Wider environmental importance

Mushroom expansion is a hydraulic process that involves the osmotic inflation of tissues that expose gills and other configurations of spore-producing tissues. Mushroom-forming basidiomycetes are vital to the productivity of many forest ecosystems supported by heavy rainfall [21]. The behavior of spores revealed in this study suggests that a positive feedback mechanism may operate in which fungi whose growth is stimulated by rain, disperse massive quantities of spores that enhance precipitation. This hypothetical process is a consequence of a mechanism of spore discharge that occurs in 16,000 described species of mushrooms as well as basidiomycete yeasts and rust fungi that infect plants.
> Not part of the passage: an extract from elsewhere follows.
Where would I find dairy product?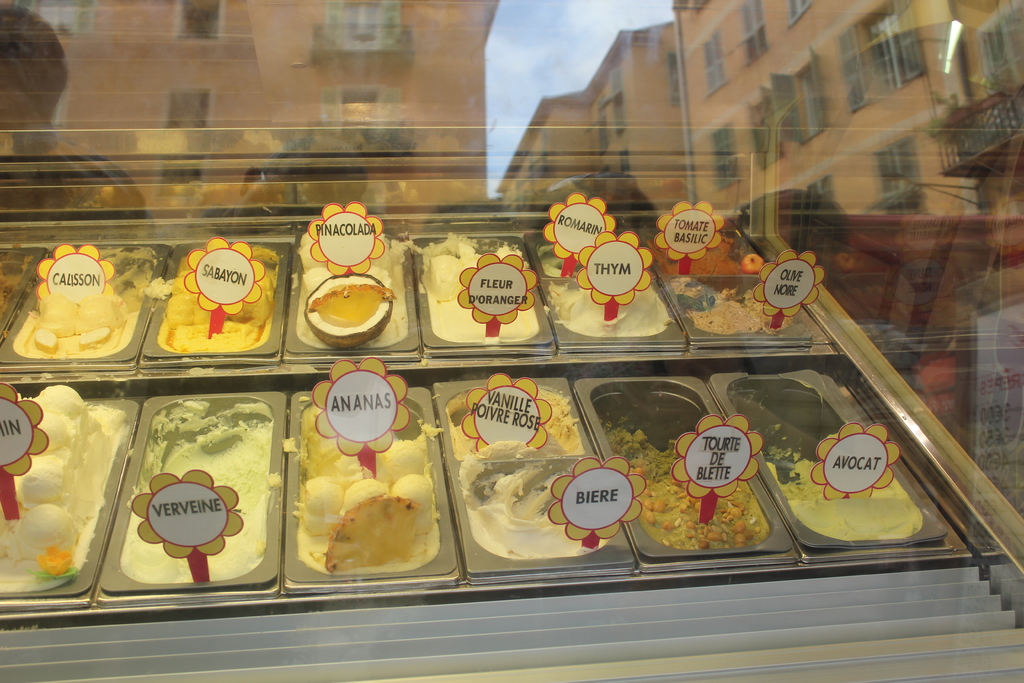
At {"x1": 692, "y1": 240, "x2": 781, "y2": 335}.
There is no adaptive significance to the putative effect of spores on cloud formation. It is a consequence of the dispersal mechanism that happens to benefit the fungus beyond its effectiveness at distributing spores. If changes in climate reduce rainfall in tropical ecosystems, the resulting inhibition of fungal growth and spore release may exacerbate the frequency of droughts through this unexpected feedback loop.

Supporting Information

S1 Video. Video clip showing droplet expansion on basidiospore of Russula aeruginea at 102% RH.

https://doi.org/10.1371/journal.pone.0140407.s001

(MOV)

S2 Video. Video clip showing droplet expansion on basidiospore of Russula pulchra at 102% RH.

https://doi.org/10.1371/journal.pone.0140407.s002

(MOV)

Acknowledgments

The authors thank the staff of the ESEM Laboratory in the Department of Geology, University of Akron, for assistance with the experiments.

Author Contributions

Conceived and designed the experiments: MOH MWFF NPM. Performed the experiments: MOH. Analyzed the data: MOH MWFF NPM. Contributed reagents/materials/analysis tools: MWFF. Wrote the paper: MOH NPM.